The best mistakes occur suddenly, by accident, and always beyond the player's control. Intentional mistake making is a performance technique which can be funny and developmental, but only real dams can be true show-stoppers.
 
 
(Note: For some reason, musical notes don't seem very much like sailors, or the coast guard. Or merchant marines either; get outta here with your merchant marines.)

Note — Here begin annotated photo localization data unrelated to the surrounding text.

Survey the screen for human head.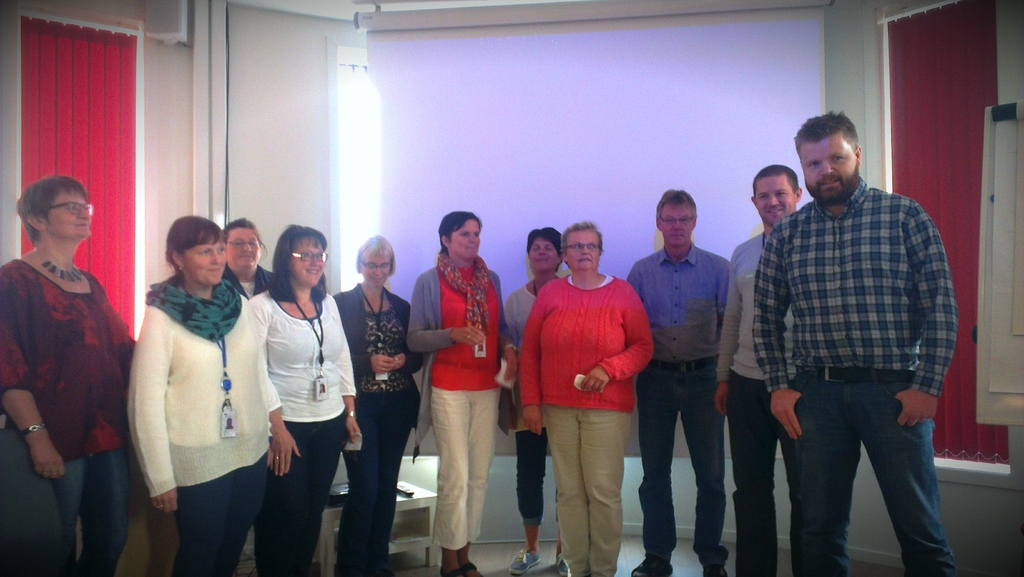
Survey found: bbox(273, 220, 326, 286).
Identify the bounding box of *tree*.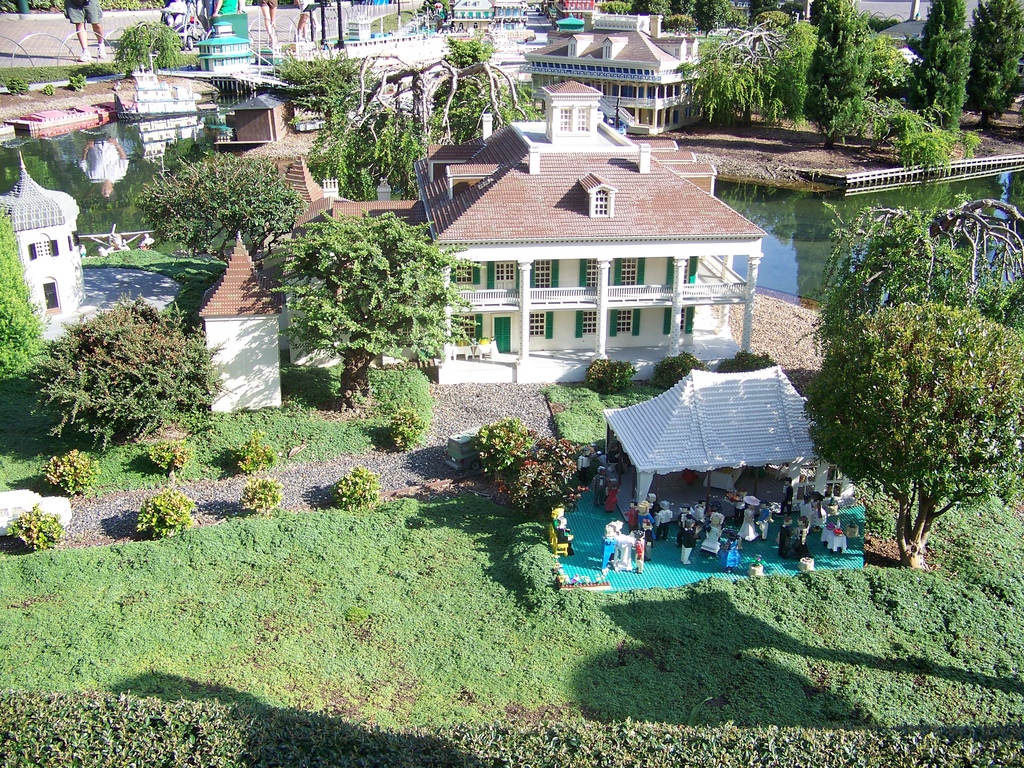
127,150,300,268.
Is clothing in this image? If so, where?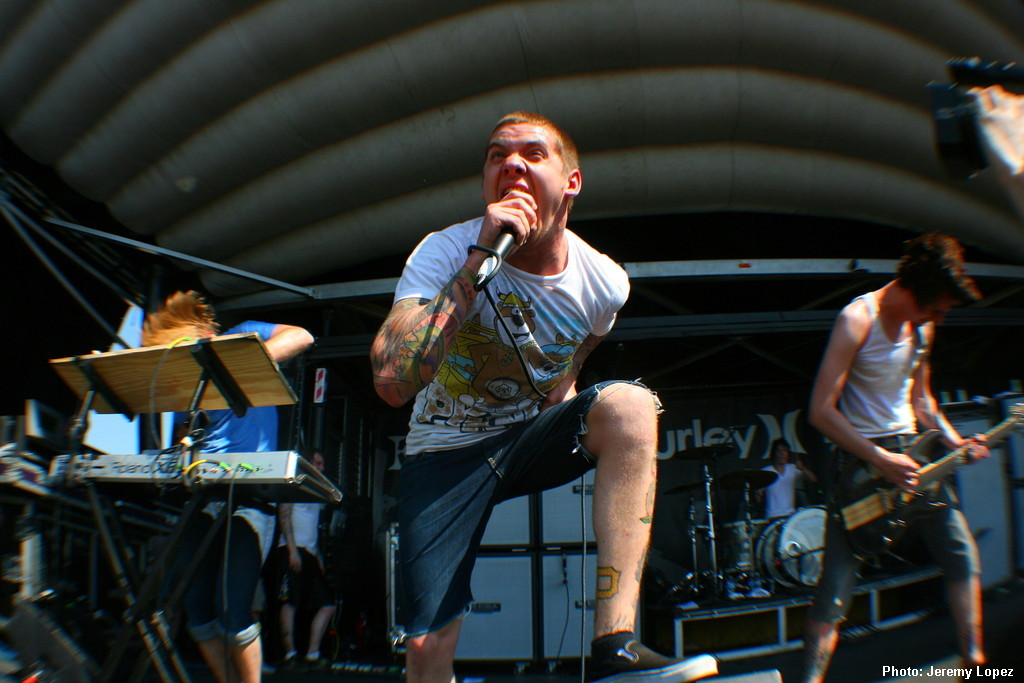
Yes, at {"x1": 809, "y1": 293, "x2": 977, "y2": 618}.
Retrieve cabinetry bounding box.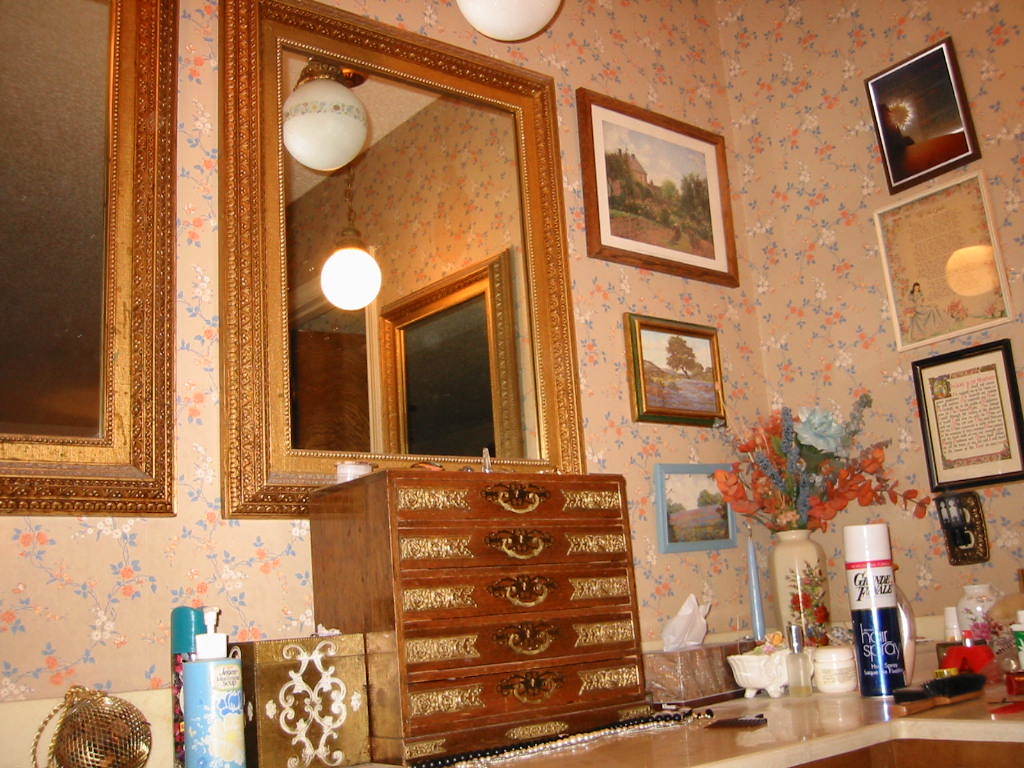
Bounding box: <region>371, 614, 646, 668</region>.
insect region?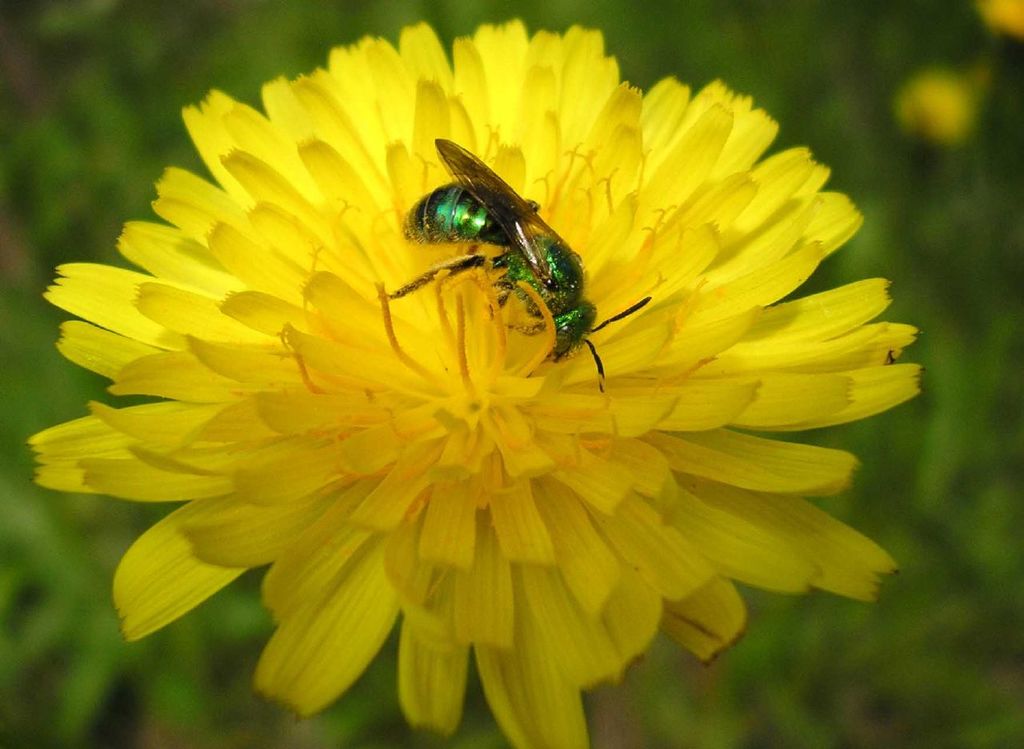
Rect(381, 136, 651, 400)
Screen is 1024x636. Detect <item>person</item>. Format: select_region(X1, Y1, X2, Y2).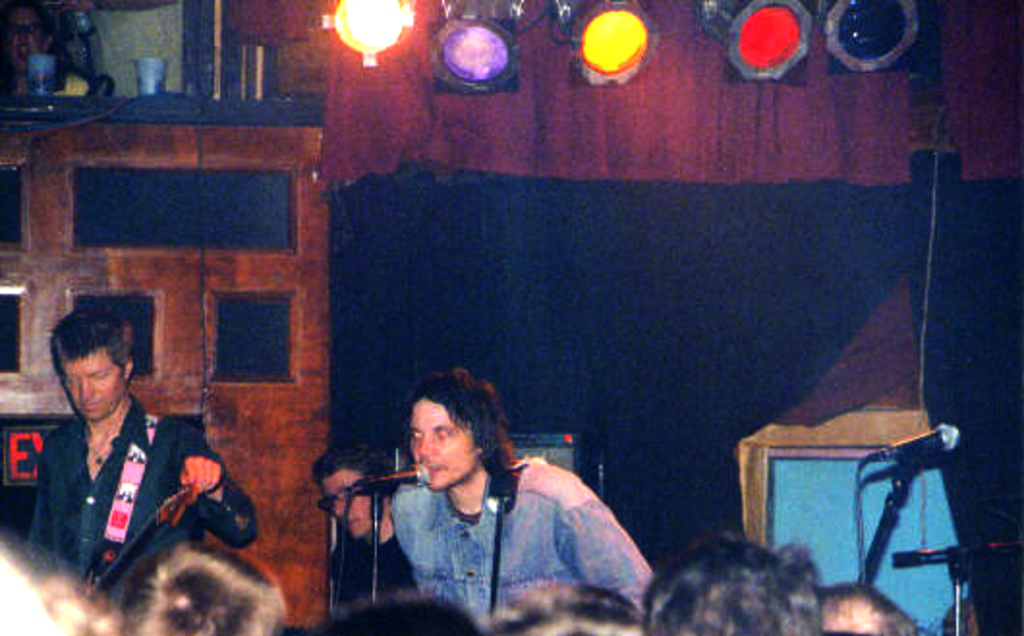
select_region(379, 377, 668, 634).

Dull similes notwithstanding; inattentive playing is one mistake that really is detrimental, especially in improvising. Happens all the time with ensembles, but it's even more likely during solo playing. The music runs into some interesting area and I sort of settle in there with it. 

 
Then I begin to notice that I've been kind of a long time in this same area, and suddenly it's alarmingly uninteresting. I've taken much too long to notice that the only thing interesting about this area is that it's quicksand.

 
 
In fact there's another, somewhat arcane aspect of this inattention business in free improvisation. It's almost syndromic: there's some point in the playing when everybody looks around and realizes that we're out here in some beautiful, seriously uncharted territory. No idea how we got there, of course; we weren't thinking about it while we were playing it.

 
 
Partial amnesia when you get back from the stargate jungle. Hallmark of collective musical automatism, as in psychoanalytical or surrealist automatism. This is the superior inattention. Completely different deal than mere situational distraction, for it is evidence of paying complete attention in the sonic elsewhere. 'Blank-face music.' It's good for you, too. One of those balancing things, like meditation or something. Psychic fitness workout; trance, what-have-you.


Paintings by Joe Black
 Dave Williams


SOLO GIG


01.- CALL IT ANYTHING YOU WANT 

02.- CONCERNING ACCIDENTS 
10.- WHEN IT'S OUT OF OUR HANDS
11.- GLAD WE DIDN'T ORDER THE SPECIAL
12.- WORKING JUNG'S RIFF
13.- KNOW THE ENEMY
14.- THE MUTABLE FORM 

15.- CONCERNING INMORTALITY
16.- MACH NUMBERS
17.- CONDITIONALITIES OF QUIETUDE
18.- THEN AND NOW
19.- WHY NOT SNEEZE
20.- WE PASSED JUPITER and THEN HEADED NORTH
21.- PRODUCT PLACEMENT 
22.- COMING UNDER FIRE
23.- LONGEVITY OF THE UNPREDICTABLE
24.- Signal Intelligence



Based in a noted musician's decades of personal experiences, his book Solo Gig: Essential Curiosities in Musical Free Improvisation (CreateSpace  Independent Publishing Platform, 2011) examines some crucial and  far-reaching aspects of musical free  improvisation, with particular  regard to live performances.  In this  illustrated collection of  narrative essays, the author looks both into  and from inside this  uniquely paradoxical, challenging and rewarding way  of making music,  within the context of an inherently eccentric milieu.